Late planting will grow, perhaps, if excessive heat does not kill the seed or wither the shoot; but before it comes to fruitage the frosts of autumn will blight it, flower and stem and root.
So all night our shallop passed Many a haunt of old desire, Blurs of savage blossom massed Red above a pirate-fire; Huts that gloomed and glanced among Fruitage dipping in the blue; Songs the sirens never sung, Shores Ulysses never knew.
When the waters lay breathless Gazing at Hesper Guarding that glorious Fruitage of gold, Heard we the deathless Wonderful whisper We follow, victorious To-night, as of old.
IV Then when the angels, the reapers at the ending, Gather the fruitage which our lives have grown, May we with gladness, angel toil attending, Sing of the harvest at the heavenly home.
There the Wood-apple hung its load, The Mango and the Citron glowed, The Bel and scented Jak were there, And Apelá withfruitage fair.
She for her child no toil would spare Tending me long with pain and care; Now in the hour of fruitage she Has lost that son, ah, woe is me.
O Palm, in rich ripe fruitage dressed Round as the beauties of her breast, If thou have heart to know and feel, My peerless consort’s fate reveal.
Steeds, elephants, and cars are there, And drums’ loud music fills the air, Fair trees in lovely gardens grow Whose boughs with varied fruitage glow.
Thou sprangest up in haste to seize What seemed the fruitageof the trees.
That exquisite poise of character, which we call serenity is the last lesson of culture, the fruitage of the soul.
Act is the blossom of thought, and joy and suffering are its fruits; thus does a man garner in the sweet and bitter fruitage of his own husbandry.
Every thought-seed sown or allowed to fall into the mind, and to take root there, produces its own, blossoming sooner or later into act, and bearing its own fruitage of opportunity and circumstance.
The black clouds are even now gathering upon the fringes of the sky, and the mellow season of the fruitage ends.
Man is much more complex than the fruits and so it takes a longer interval to prepare a great human harvest, hence humanity has its supreme fruitage only every third or fourth century.
It does not mean a final arrest of the entire process which is conceived of as continuing only in a regressive manner back to a kathekotic[26] condition wherein it embodies the fruitage of the entire scheme.
But its better fruitage added an element to the composite American type which could not and cannot be spared.
The plow of slavery had been followed by the harrow of war,--blossoms and fruitage could not instantly follow.
The fruitage of the tree of life is all too fine to feed the carnal mind.

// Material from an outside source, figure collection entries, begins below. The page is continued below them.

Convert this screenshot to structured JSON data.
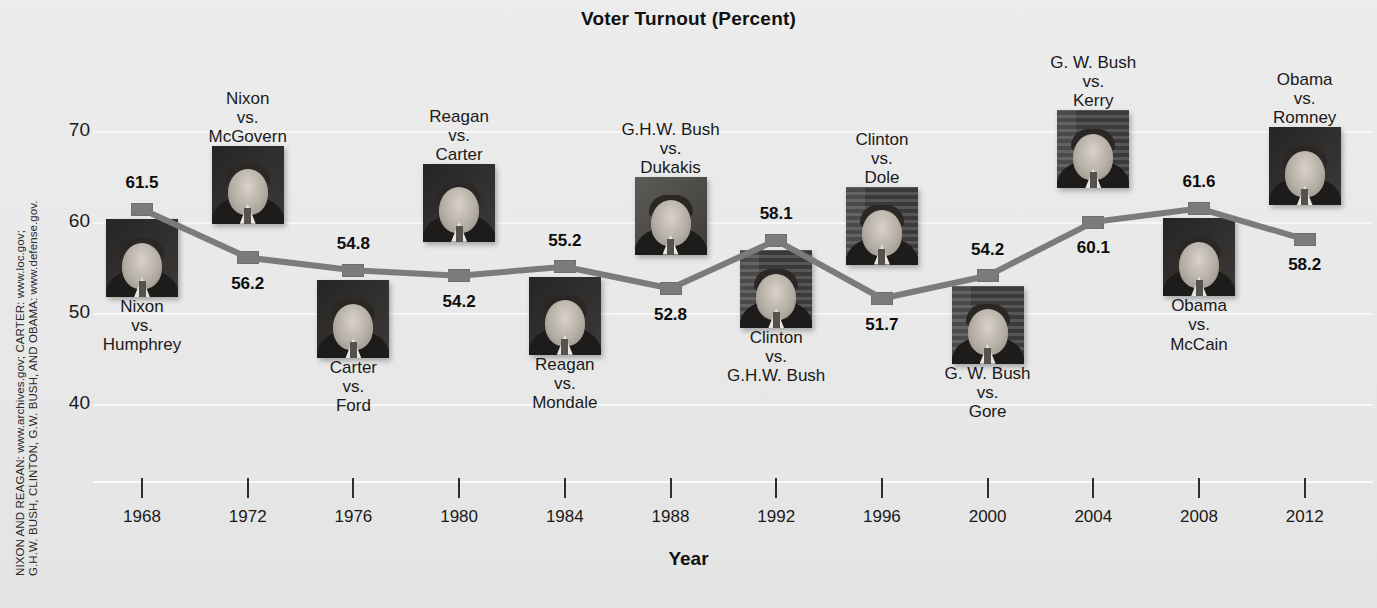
{
  "chart_data": {
    "type": "line",
    "title": "Voter Turnout (Percent)",
    "xlabel": "Year",
    "ylabel": "",
    "ylim": [
      35,
      74
    ],
    "yticks": [
      40,
      50,
      60,
      70
    ],
    "grid": true,
    "legend": "none",
    "categories": [
      "1968",
      "1972",
      "1976",
      "1980",
      "1984",
      "1988",
      "1992",
      "1996",
      "2000",
      "2004",
      "2008",
      "2012"
    ],
    "values": [
      61.5,
      56.2,
      54.8,
      54.2,
      55.2,
      52.8,
      58.1,
      51.7,
      54.2,
      60.1,
      61.6,
      58.2
    ],
    "series": [
      {
        "name": "Voter Turnout (Percent)",
        "values": [
          61.5,
          56.2,
          54.8,
          54.2,
          55.2,
          52.8,
          58.1,
          51.7,
          54.2,
          60.1,
          61.6,
          58.2
        ]
      }
    ],
    "point_labels": [
      "61.5",
      "56.2",
      "54.8",
      "54.2",
      "55.2",
      "52.8",
      "58.1",
      "51.7",
      "54.2",
      "60.1",
      "61.6",
      "58.2"
    ],
    "annotations": [
      "Nixon vs. Humphrey",
      "Nixon vs. McGovern",
      "Carter vs. Ford",
      "Reagan vs. Carter",
      "Reagan vs. Mondale",
      "G.H.W. Bush vs. Dukakis",
      "Clinton vs. G.H.W. Bush",
      "Clinton vs. Dole",
      "G. W. Bush vs. Gore",
      "G. W. Bush vs. Kerry",
      "Obama vs. McCain",
      "Obama vs. Romney"
    ],
    "series_color": "#7b7b7b"
  },
  "axis": {
    "yticks": [
      "70",
      "60",
      "50",
      "40"
    ],
    "xticks": [
      "1968",
      "1972",
      "1976",
      "1980",
      "1984",
      "1988",
      "1992",
      "1996",
      "2000",
      "2004",
      "2008",
      "2012"
    ],
    "xtitle": "Year"
  },
  "points": [
    {
      "year": "1968",
      "value": "61.5",
      "label_pos": "above",
      "c1": "Nixon",
      "c2": "vs.",
      "c3": "Humphrey",
      "cap_pos": "below",
      "photo": "nixon-1968-photo",
      "photo_style": "dark"
    },
    {
      "year": "1972",
      "value": "56.2",
      "label_pos": "below",
      "c1": "Nixon",
      "c2": "vs.",
      "c3": "McGovern",
      "cap_pos": "above",
      "photo": "nixon-1972-photo",
      "photo_style": "dark"
    },
    {
      "year": "1976",
      "value": "54.8",
      "label_pos": "above",
      "c1": "Carter",
      "c2": "vs.",
      "c3": "Ford",
      "cap_pos": "below",
      "photo": "carter-1976-photo",
      "photo_style": "dark"
    },
    {
      "year": "1980",
      "value": "54.2",
      "label_pos": "below",
      "c1": "Reagan",
      "c2": "vs.",
      "c3": "Carter",
      "cap_pos": "above",
      "photo": "reagan-1980-photo",
      "photo_style": "dark"
    },
    {
      "year": "1984",
      "value": "55.2",
      "label_pos": "above",
      "c1": "Reagan",
      "c2": "vs.",
      "c3": "Mondale",
      "cap_pos": "below",
      "photo": "reagan-1984-photo",
      "photo_style": "dark"
    },
    {
      "year": "1988",
      "value": "52.8",
      "label_pos": "below",
      "c1": "G.H.W. Bush",
      "c2": "vs.",
      "c3": "Dukakis",
      "cap_pos": "above",
      "photo": "ghw-bush-1988-photo",
      "photo_style": "lite"
    },
    {
      "year": "1992",
      "value": "58.1",
      "label_pos": "above",
      "c1": "Clinton",
      "c2": "vs.",
      "c3": "G.H.W. Bush",
      "cap_pos": "below",
      "photo": "clinton-1992-photo",
      "photo_style": "flag"
    },
    {
      "year": "1996",
      "value": "51.7",
      "label_pos": "below",
      "c1": "Clinton",
      "c2": "vs.",
      "c3": "Dole",
      "cap_pos": "above",
      "photo": "clinton-1996-photo",
      "photo_style": "flag"
    },
    {
      "year": "2000",
      "value": "54.2",
      "label_pos": "above",
      "c1": "G. W. Bush",
      "c2": "vs.",
      "c3": "Gore",
      "cap_pos": "below",
      "photo": "gw-bush-2000-photo",
      "photo_style": "flag"
    },
    {
      "year": "2004",
      "value": "60.1",
      "label_pos": "below",
      "c1": "G. W. Bush",
      "c2": "vs.",
      "c3": "Kerry",
      "cap_pos": "above",
      "photo": "gw-bush-2004-photo",
      "photo_style": "flag"
    },
    {
      "year": "2008",
      "value": "61.6",
      "label_pos": "above",
      "c1": "Obama",
      "c2": "vs.",
      "c3": "McCain",
      "cap_pos": "below",
      "photo": "obama-2008-photo",
      "photo_style": "dark"
    },
    {
      "year": "2012",
      "value": "58.2",
      "label_pos": "below",
      "c1": "Obama",
      "c2": "vs.",
      "c3": "Romney",
      "cap_pos": "above",
      "photo": "obama-2012-photo",
      "photo_style": "dark"
    }
  ],
  "source_credit": {
    "line1": "NIXON AND REAGAN: www.archives.gov; CARTER: www.loc.gov;",
    "line2": "G.H.W. BUSH, CLINTON, G.W. BUSH, AND OBAMA: www.defense.gov."
  }
}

I am risen from the dead, first fruitage of the grave!
The gatherers rejoiced as, day by day, they carried the rich fruitage to the press.
Now, in the vintage time the man sent forth a servant to receive and bring to him his portion of the fruitage of the vines.
Liberty is for him the perfect fruitage of the benevolent despotism.
I deem it well-nigh unnecessary to state that the first four suggestions emanated from my pen: the remaining five being fruitage of the inventive fancies of my young friends.
Indeed, at this moment, as I indite this pledge, speculation as to its outcome engenders in me an uplifting of the spirit which bodes well for the futurefruitage of my ambition.
The air, freighted with the rich fruitage of full summer, hung close and heavy.
The action is but the visible fruitageof the invisible spiritual impulse.
In the schools and the homes that are to be in our good land we may well hope that decorum will be emphasized and magnified; for decorum is evermore the fruitage of intellectuality and genuine culture.
It is thefruitage that I'm fond of--especially when it is a bale to the acre.
Business is anathema to me; but I must confess that it gives me pleasure to watch the germination of the seed, and to behold the flower and fruitage of the soil.
Nothing living can blossom into fruitage unless through nourishing stalks deep-planted in the common soil.
The brave seed of her scattering In fruitage everywhere.
The above list will hopefully give you a few useful examples demonstrating the appropriate usage of "fruitage" in a variety of sentences. We hope that you will now be able to make sentences using this word.